We were working with this charter school to develop an amazing new campus on some hilly acreage next to a lake – a perfect setting for their environmental theme. Our Nonlinear solution for this new campus was one of our best, but that’s a story for another day.
While we worked on solving the bigger issues (eg, how to pay for everything while keeping it carbon neutral), I looked at the campus access. What troubled me was all the wasted energy for moving those 720 million pounds uphill every year …
A Surprising Environmental Cost
This school would be no different than most in how its 500 students came to the campus and later went home – in cars. Every day, twice a day, a car would come to the campus for each student, and the school year lasted about 180 days. Since the average car in the U.S. weighs two tons (4,079 pounds, to be precise), a little math added that up to 720 million pounds of steel and glass annually climbing that hill by the lake. I suppose we could have calculated the gasoline consumption, but the point was to consider the waste and try to reduce it.
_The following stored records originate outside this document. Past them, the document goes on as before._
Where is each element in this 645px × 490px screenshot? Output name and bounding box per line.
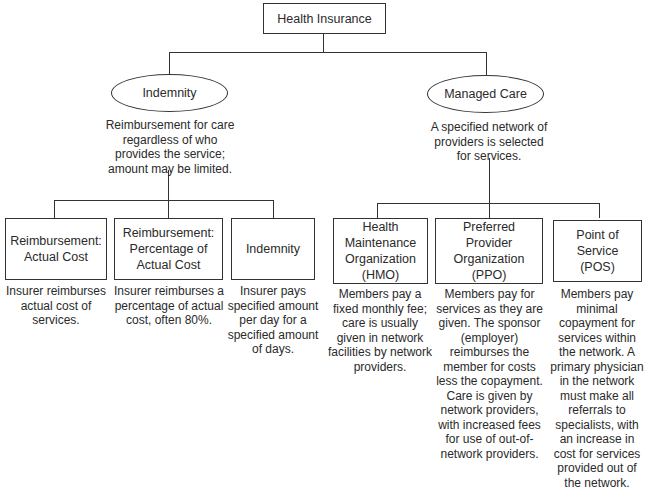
indemnity-child-description: Insurer pays specified amount per day fo… — [226, 284, 320, 357]
connector-indemnity-up — [169, 52, 170, 76]
node-pos: Point of Service (POS) — [553, 220, 642, 282]
node-indemnity-child: Indemnity — [231, 218, 315, 280]
reimbursement-percentage-description: Insurer reimburses a percentage of actua… — [112, 284, 226, 328]
ppo-description: Members pay for services as they are giv… — [434, 287, 545, 461]
node-reimbursement-percentage: Reimbursement: Percentage of Actual Cost — [114, 218, 223, 280]
node-indemnity: Indemnity — [111, 74, 228, 112]
ppo-label: Preferred Provider Organization (PPO) — [440, 219, 538, 283]
connector-child-2 — [168, 200, 169, 218]
node-hmo: Health Maintenance Organization (HMO) — [333, 218, 428, 284]
connector-child-1 — [54, 200, 55, 218]
managed-care-description: A specified network of providers is sele… — [428, 120, 550, 164]
hmo-label: Health Maintenance Organization (HMO) — [338, 219, 423, 283]
pos-description: Members pay minimal copayment for servic… — [549, 287, 645, 490]
node-ppo: Preferred Provider Organization (PPO) — [435, 218, 543, 284]
pos-label: Point of Service (POS) — [558, 227, 637, 275]
connector-managed-care-down — [489, 158, 490, 203]
reimbursement-percentage-label: Reimbursement: Percentage of Actual Cost — [119, 225, 218, 273]
reimbursement-actual-cost-label: Reimbursement: Actual Cost — [10, 233, 102, 265]
root-label: Health Insurance — [277, 11, 372, 27]
reimbursement-actual-cost-description: Insurer reimburses actual cost of servic… — [2, 284, 110, 328]
connector-child-3 — [273, 200, 274, 218]
connector-child-4 — [377, 203, 378, 218]
indemnity-child-label: Indemnity — [246, 241, 300, 257]
connector-root-down — [323, 33, 324, 52]
connector-child-5 — [489, 203, 490, 218]
connector-managed-care-up — [486, 52, 487, 76]
connector-root-horizontal — [169, 52, 487, 53]
managed-care-label: Managed Care — [444, 87, 527, 101]
root-node-health-insurance: Health Insurance — [263, 3, 386, 34]
node-managed-care: Managed Care — [427, 75, 544, 113]
indemnity-label: Indemnity — [142, 86, 196, 100]
connector-child-6 — [599, 203, 600, 218]
hmo-description: Members pay a fixed monthly fee; care is… — [326, 287, 434, 374]
node-reimbursement-actual-cost: Reimbursement: Actual Cost — [5, 218, 107, 280]
connector-indemnity-horizontal — [54, 200, 273, 201]
indemnity-description: Reimbursement for care regardless of who… — [100, 118, 240, 176]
Of course, we came up with obvious ideas such as ride-sharing, bicycle use, electric cars, home schooling (not really an option, but admittedly no wasted transportation), and my favorite – walking.
The fun idea, though, involved the hill and the lake, in a mildly practical but very educational solution.
An Unusual (and Educational) Solution
After each car had climbed the hill, which was about 20 feet above the lake level, it would roll onto a simple platform connected to a hydraulic cylinder. Simply using gravity, the two-ton car would be gently lowered about two feet, which in turn would generate enough power to draw water up from the lake via a system of pumps.
That water would be detained in a series of ever-higher reservoirs. Then, during the course of the school day, a small stream of water (inside a pipe) would flow back into the lake, turning a micro-hydroelectric generator. Why not? The cars were going to climb that hill anyway.
During all of this, the water would never be contaminated or heated (making its return to the lake completely neutral) – the water would serve only as a moving weight; a transference of potential energy into a poised/stored position before gravity returned it to the lake while generating electricity.
Our system was a similar concept to the “Run of River” hydroelectric scheme (as pictured here), but using lake water and a system of pumps to lift it up, instead of diverting an already flowing water source.
The amount of generated electricity would be quite small, actually, but the educational value would be significant.
Sadly, due to local politics, that school ultimately decided to close and return their charter before we could develop the campus or the cool micro-hydroelectric system. Damn.
But I still like the idea of our little system using gravity and water to steal energy from those 720 million pounds of steel and glass.